» Assigned task
In the entries below, find the line with "You are a GUI" and the line with "The height and width of the screenshot is (915, 1627)."; give again those lines and every line between them, exactly.

Stored data entries
........

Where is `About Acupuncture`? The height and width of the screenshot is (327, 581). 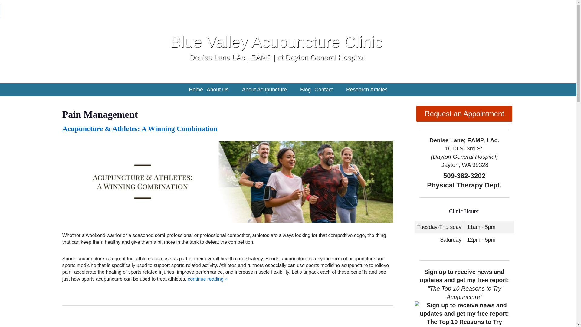 About Acupuncture is located at coordinates (264, 90).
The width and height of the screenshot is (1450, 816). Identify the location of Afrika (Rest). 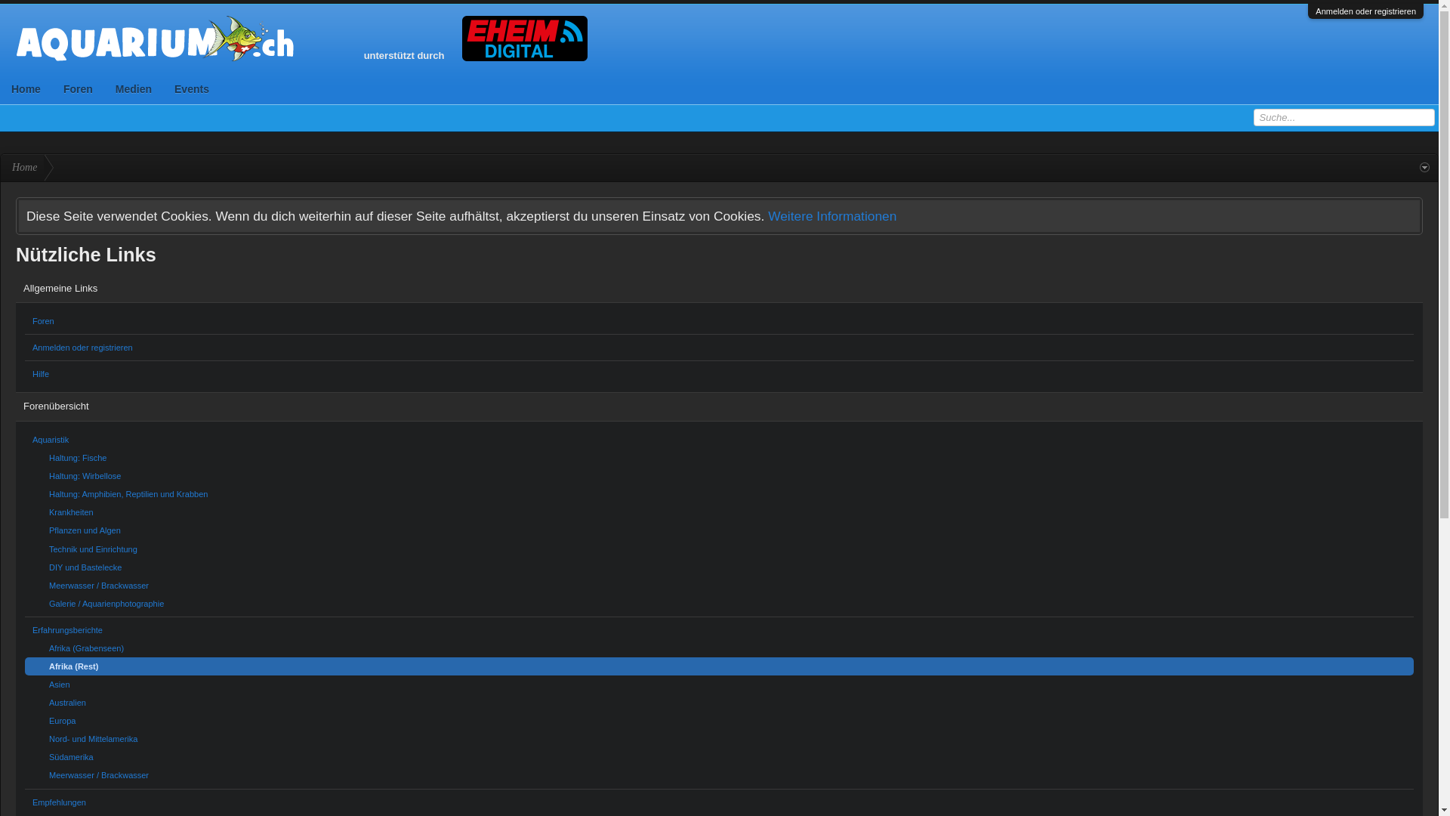
(719, 666).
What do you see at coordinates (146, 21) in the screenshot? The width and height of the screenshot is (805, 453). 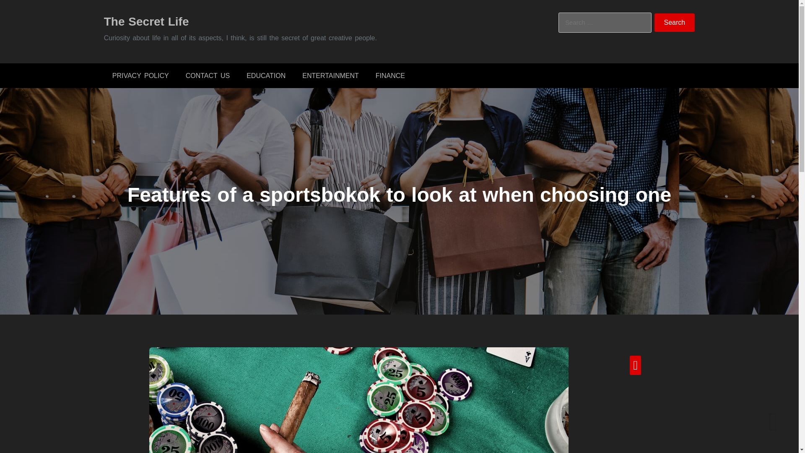 I see `The Secret Life` at bounding box center [146, 21].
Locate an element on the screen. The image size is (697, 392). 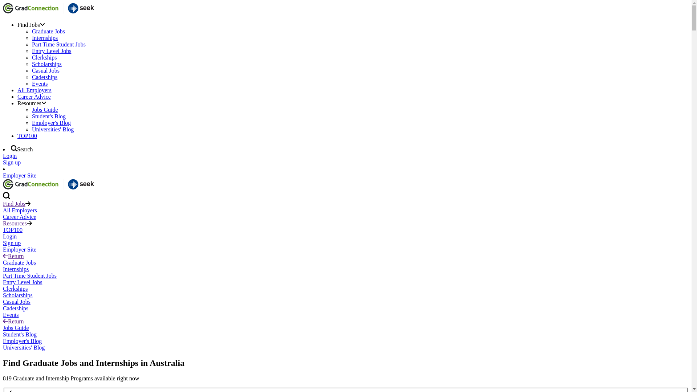
Home page for GradConnection is located at coordinates (50, 189).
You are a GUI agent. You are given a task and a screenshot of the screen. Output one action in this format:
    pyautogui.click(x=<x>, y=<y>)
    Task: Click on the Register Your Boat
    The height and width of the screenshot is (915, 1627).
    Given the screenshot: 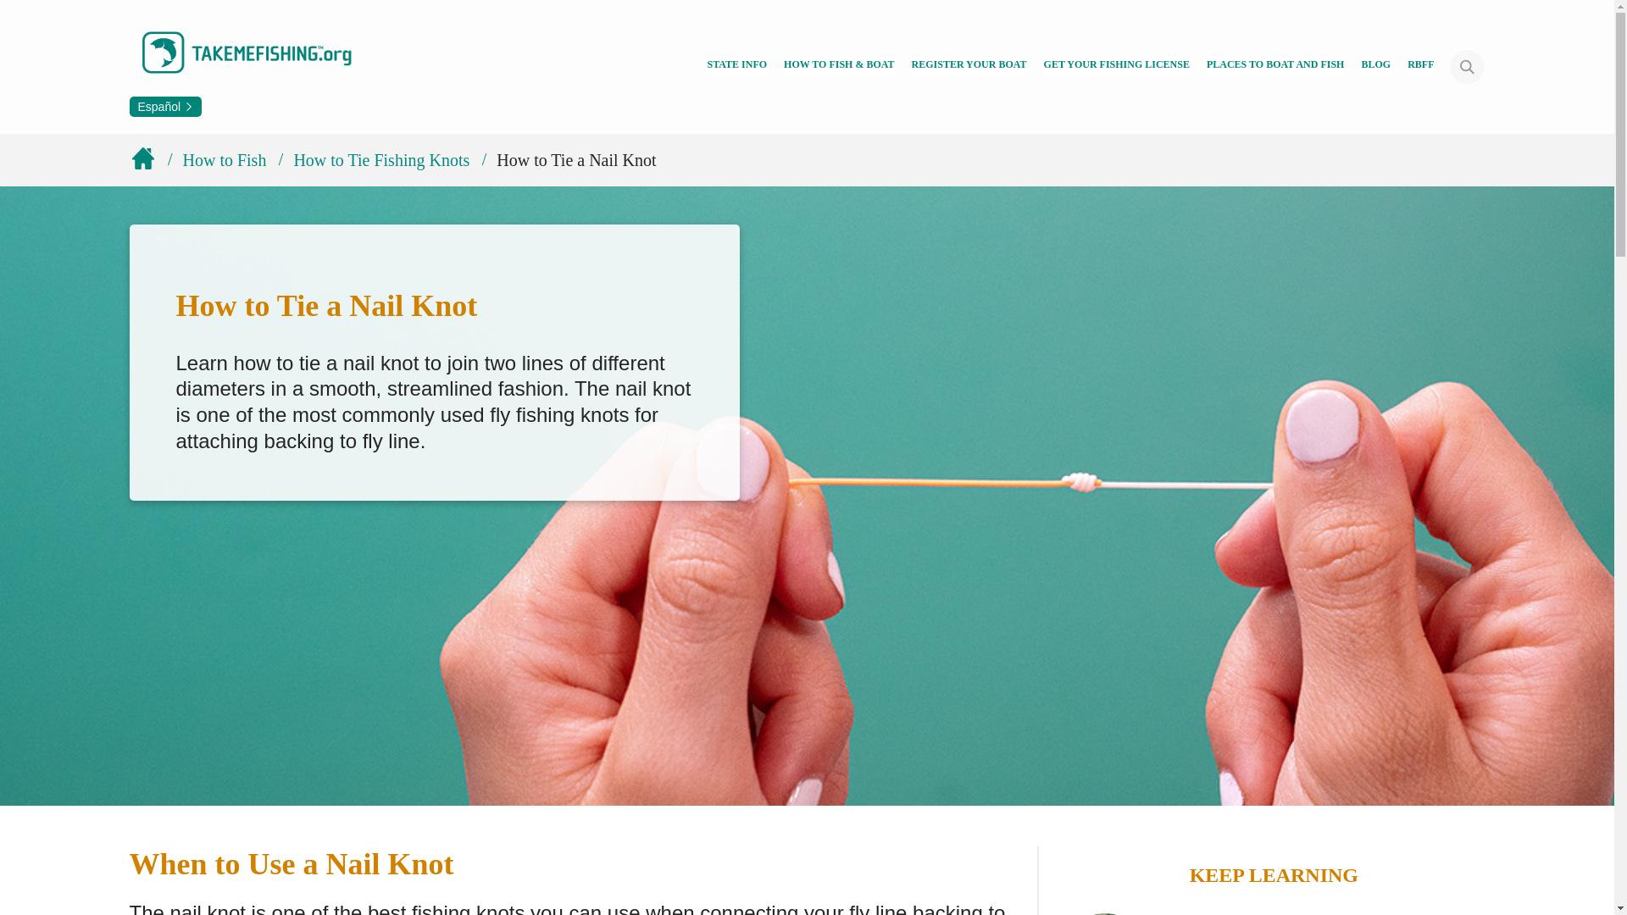 What is the action you would take?
    pyautogui.click(x=969, y=66)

........

» Answer area
You are a GUI agent. You are given a task and a screenshot of the screen. Output one action in this format:
    pyautogui.click(x=<x>, y=<y>)
    Task: Click on the Register Your Boat
    The height and width of the screenshot is (915, 1627).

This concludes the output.